The concepts map almost one-to-one onto GitHub Actions — stages/jobs/steps, artifacts, caching, secrets, manual approvals. Learn one deeply and you can read any of them.
Jenkins & pipeline-as-code
The enterprise veteran: controllers, agents, stages, plugins — and why you always use a Jenkinsfile.
Jenkins is the veteran of CI — self-hosted, endlessly pluggable, and still running the pipelines of a huge share of enterprises. Modern SaaS CI is nicer to use, but Jenkins is everywhere in real jobs, so knowing it makes you employable in a large installed base.
You define builds as pipeline as code in a Jenkinsfile committed to your repo:
pipeline {
agent any
stages {
stage('Build') { steps { sh 'make build' } }
stage('Test') { steps { sh 'make test' } }
stage('Deploy') {
when { branch 'main' }
steps { sh './deploy.sh' }
}
}
}
The model: a controller schedules work onto agents (worker nodes), pipelines are made of stages and steps, and thousands of plugins integrate everything from Docker to Slack. That plugin ecosystem is both its superpower and its weakness — plugins are a maintenance and security burden, so keep them few and updated.
Practical advice: never configure jobs by clicking in the UI ("freestyle" jobs) — they can't be reviewed or version-controlled. Always use a Jenkinsfile, so your pipeline lives in Git like everything else.
Artifacts & registries
Build once, deploy everywhere: immutable versioned artifacts, container registries, and retention policies.
An artifact is the thing your build produces — a JAR, a binary, a Python wheel, a container image, a Helm chart. The golden rule of delivery: build once, deploy everywhere.
Why it matters: if you rebuild the app separately for staging and for production, you have not tested what you shipped — the two builds can differ (a dependency moved, a base image updated).
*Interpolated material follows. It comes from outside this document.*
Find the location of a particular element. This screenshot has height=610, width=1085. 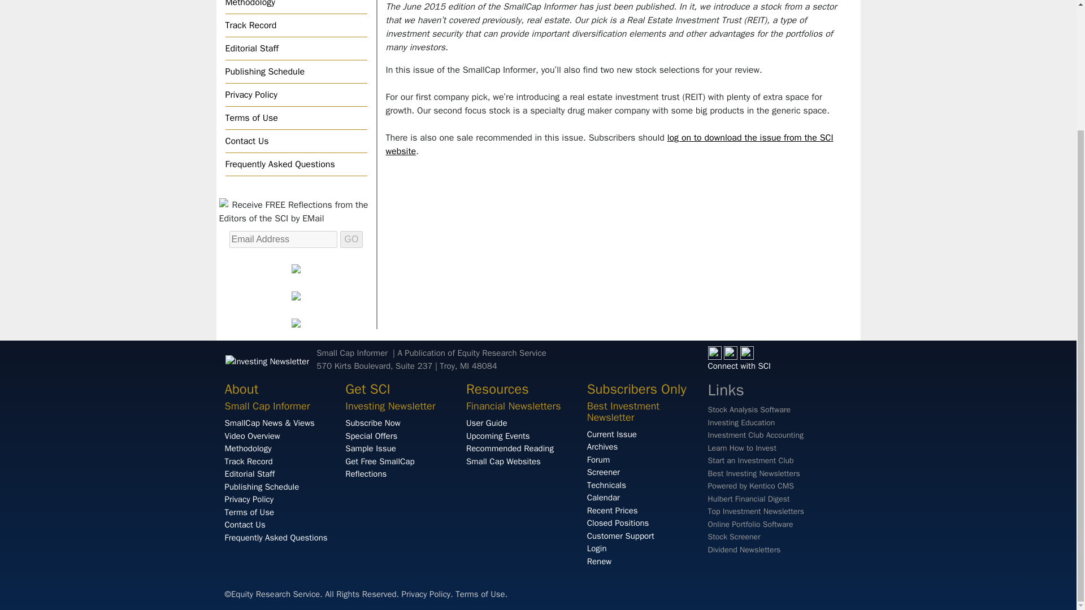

Instead, build a single immutable, versioned artifact, and promote that exact artifact through each environment.
Artifacts live in a registry/repository:
- Container images — Docker Hub, GitHub Container Registry, AWS ECR, Harbor.
- Language packages — npm, PyPI, Maven — usually proxied through Nexus or Artifactory, which also caches public packages (faster builds, and you survive an upstream outage).
Good practice: tag artifacts immutably with a version or Git SHA (app:1.5.0, app:git-a1b2c3d), never overwrite a published tag, scan images on push, sign them so you can prove provenance, and set retention policies — registries grow without limit and get expensive.
- $Build a pipeline that lints, tests, scans, builds a container image, and pushes it to a registry on every push to main.
- $Add a staging deploy plus a manual approval gate before production, and make the version a Git tag.